The assertion that internet connectivity drives economic growth is largely taken for granted although getting the maximum benefit from a broadband network investment may require more than stringing fibre cables or building wireless base stations.
A key document that supports the link between economic growth and broadband penetration is the International Telecommunication Union’s 2012 Impact of Broadband on the Economy report.
While the reports authors aren’t wholly convinced of the direct links between economic growth and broadband penetration, they do see a clear correlation between the two factors.
One of the areas that disturbed the ITU report editors were the business, government and cultural attitudes towards innovation.
The economic impact of broadband is higher when promotion of the technology is combined with stimulus of innovative businesses that are tied to new applications. In other words, the impact of broadband is neither automatic nor homogeneous across the economic system.
For South Korea, internet innovation is a problem as the New York Times reports. Restrictions on mapping technologies, curfews on school age children and the requirement for all South Koreans to use their real names on the net are all cited as factors in stifling local innovation.
In reading the New York Times article, it’s hard not to suspect the South Korean government is engaging in some digital protectionism, which is ironic seeing the benefits the country has reaped from globalised manufacturing over the last thirty years.
The problem for South Korea is that rolling out high speed broadband networks are of little use if local laws, culture or business practices impede adoption of the services. It’s as if the US or Germany built their high speed roads but insisted that cars have a flag waver walking in front of them.
Indeed it may well be that South Korea’s broadband networks are as useful to economic growth as Pyongyang’s broad boulevards just over the border.
Similar problems face other countries with Google’s high speed broadband network in the US so far not attracting the expected business take up and innovation, although it is early days yet and there are some encouraging signs among the Kansas City startup community.
In Australia, the troubled National Broadband Network has struggled to articulate the business uses for the service beyond 1990s mantras about remote workplaces and telehealth – much of the reason for that has been the failure of Australian businesses to think about how broadband can change their industries.
Like Japan’s bridges to nowhere, big infrastructure projects look good but the poorly planned ones – particularly those no-one knows how to use – are a spectacular waste of money.
Hopefully the fibre networks being rolled out won’t be a waste of money, but unless industries start using the web properly then much of the investment will be wasted.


The number of lines in the entries below holding the word "between" is all that is needed here.

------------------------------------

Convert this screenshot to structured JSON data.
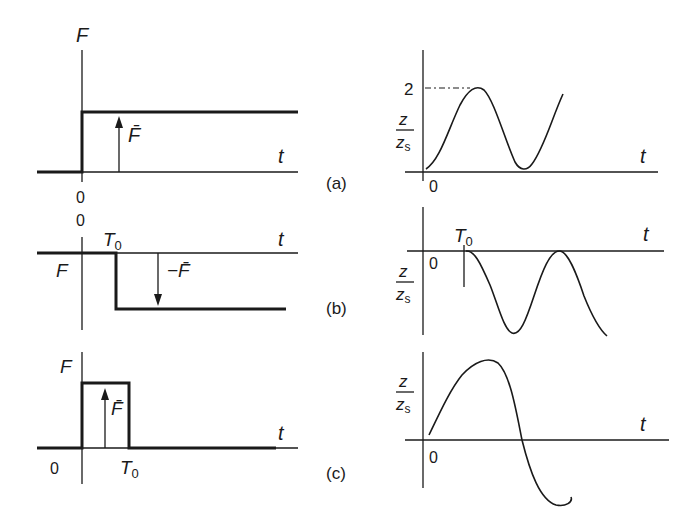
{
  "figure": {
    "panels": [
      {
        "id": "a",
        "label": "(a)",
        "force": {
          "y_label": "F",
          "x_label": "t",
          "origin_label": "0",
          "arrow_label": "F̄",
          "description": "Step force of magnitude F̄ applied at t = 0"
        },
        "response": {
          "y_label_num": "z",
          "y_label_den": "zs",
          "x_label": "t",
          "origin_label": "0",
          "peak_label": "2",
          "description": "Response oscillates between 0 and 2 times static deflection"
        }
      },
      {
        "id": "b",
        "label": "(b)",
        "force": {
          "y_label": "F",
          "x_label": "t",
          "origin_label": "0",
          "time_label": "T0",
          "arrow_label": "−F̄",
          "description": "Force of −F̄ applied at t = T0"
        },
        "response": {
          "y_label_num": "z",
          "y_label_den": "zs",
          "x_label": "t",
          "origin_label": "0",
          "time_label": "T0",
          "description": "Response starts at T0, oscillating between 0 and −2"
        }
      },
      {
        "id": "c",
        "label": "(c)",
        "force": {
          "y_label": "F",
          "x_label": "t",
          "origin_label": "0",
          "time_label": "T0",
          "arrow_label": "F̄",
          "description": "Rectangular pulse of magnitude F̄ from 0 to T0"
        },
        "response": {
          "y_label_num": "z",
          "y_label_den": "zs",
          "x_label": "t",
          "origin_label": "0",
          "description": "Superposition of (a) and (b): oscillation about zero"
        }
      }
    ],
    "subscripts": {
      "T0_sub": "0",
      "zs_sub": "s"
    }
  }
}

------------------------------------

Completed task → 2